Toward the relaxed end of this spectrum would surely be the chickadees that are nesting in a small nest box hanging next to our deck. The adult birds have had ample time to become accustomed to me and my activities. As year-round residents, these birds have observed me across many months, several seasons, and possibly more than one year. They may even have come to regard me as a resource of sorts, since I often leave a dish of fresh water on the deck railing for birds to drink or bathe in, and these chickadees frequently make use of this.

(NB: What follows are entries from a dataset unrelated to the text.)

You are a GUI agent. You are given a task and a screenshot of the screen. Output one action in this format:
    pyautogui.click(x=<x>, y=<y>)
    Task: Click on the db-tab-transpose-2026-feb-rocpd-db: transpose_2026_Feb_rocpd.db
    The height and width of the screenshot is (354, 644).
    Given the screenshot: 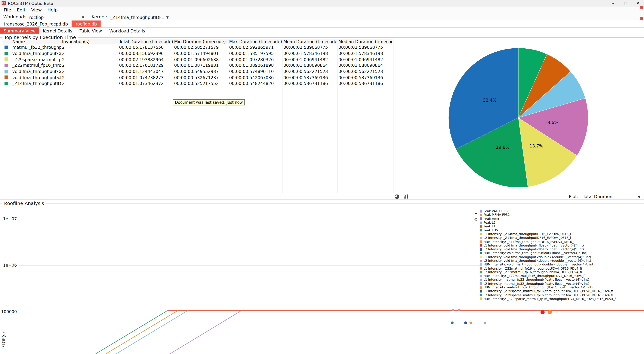 What is the action you would take?
    pyautogui.click(x=36, y=24)
    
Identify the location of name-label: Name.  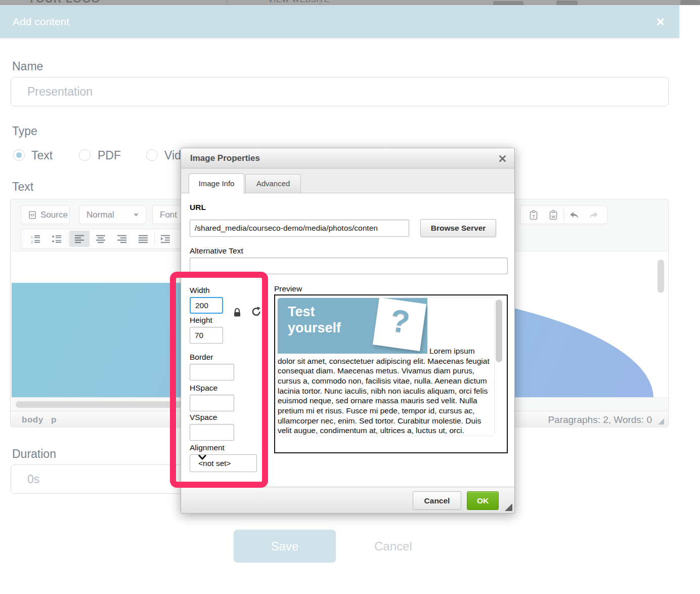
(27, 67).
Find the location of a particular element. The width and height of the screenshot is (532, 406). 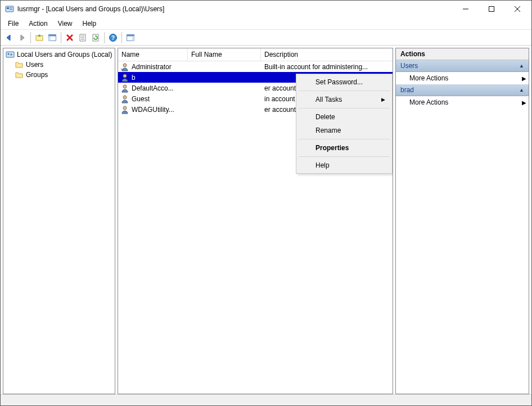

actions-more-users: More Actions ▶ is located at coordinates (462, 78).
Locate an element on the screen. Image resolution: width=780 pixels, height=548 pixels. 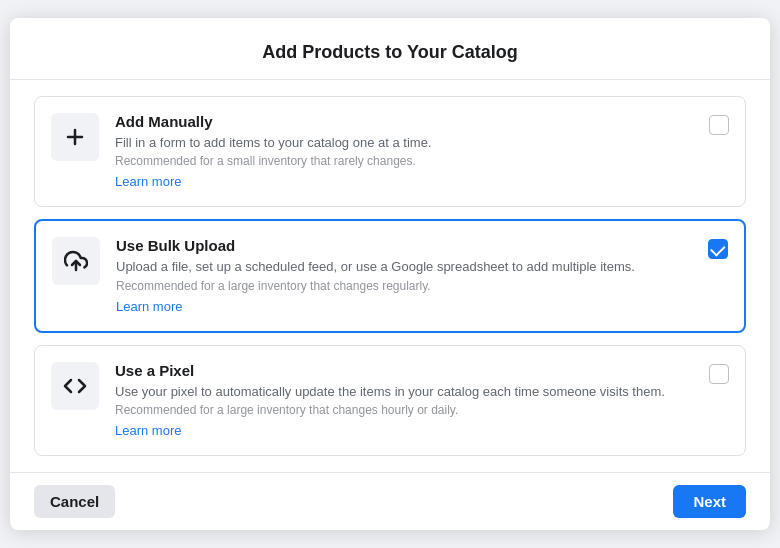
option-bulk-title: Use Bulk Upload is located at coordinates (404, 246).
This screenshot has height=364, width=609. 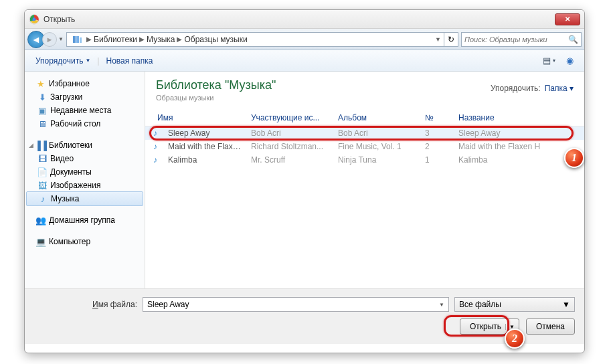 What do you see at coordinates (570, 61) in the screenshot?
I see `help-button: ◉` at bounding box center [570, 61].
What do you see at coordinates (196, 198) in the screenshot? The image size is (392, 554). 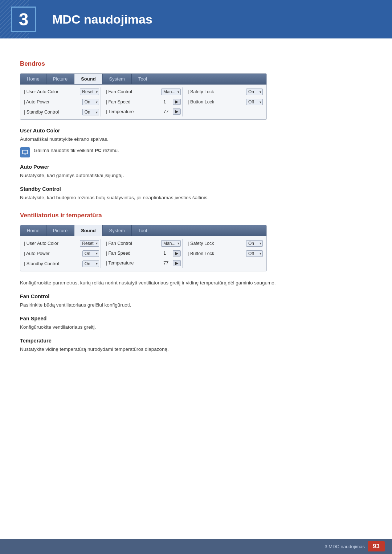 I see `body-standby: Nustatykite, kad budėjimo režimas būtų s…` at bounding box center [196, 198].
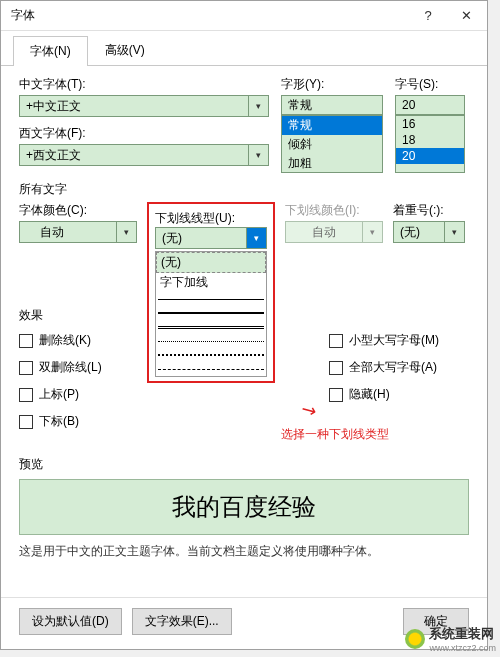  I want to click on emphasis-combo: (无) ▾, so click(429, 232).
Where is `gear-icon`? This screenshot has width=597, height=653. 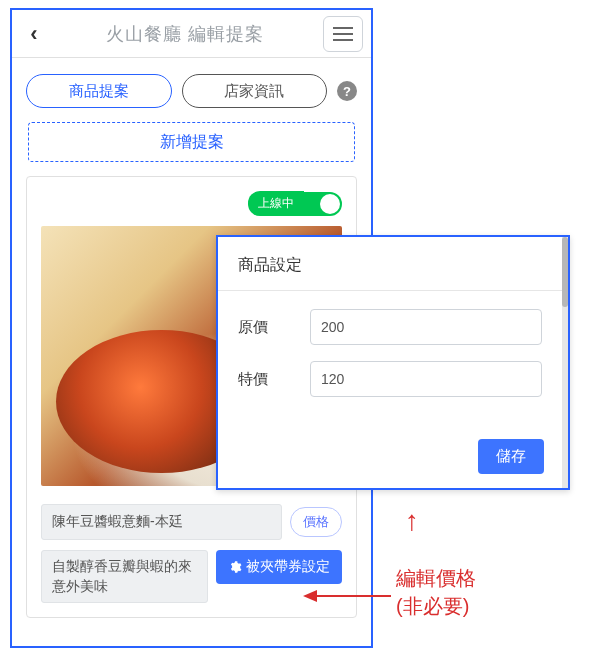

These birds haven’t exactly ignored me as they’ve nested, laid eggs, and begun feeding young. But if I stand or sit more than a few feet from their nest box, the adults will enter the box, feed their young, and depart with little regard for me. We’re not friends, exactly. But the birds have concluded that I’m not a threat, and that therefore there is no need to waste time and effort concealing the location of their nest from me.

The front-yard robins, meanwhile, wary to start with, have also evolved a measure of tolerance for my presence. Their typical food-delivery visits to the nest take place in stages, with the adult bird, food held in its beak, zigzagging through a succession of perches as it approaches the nest. From each perch, the bird scans the surroundings, undoubtedly looking for potential predators, advancing only when the coast is clear.

Early in their nesting cycle, I clearly registered as just such a threat: The adult would refuse to visit the nest as long as I was visible. But over time, the rules have relaxed, and while the adults still keep an eye on me, they freely visit the nest when I’m around, and forage within a few feet of me as long as I keep still.

In a few weeks, it will all be over, and the success or failure of all these hard-working breeders will have been determined. In the meantime, it’s a privilege to watch them balance the needs that demand their time and attention.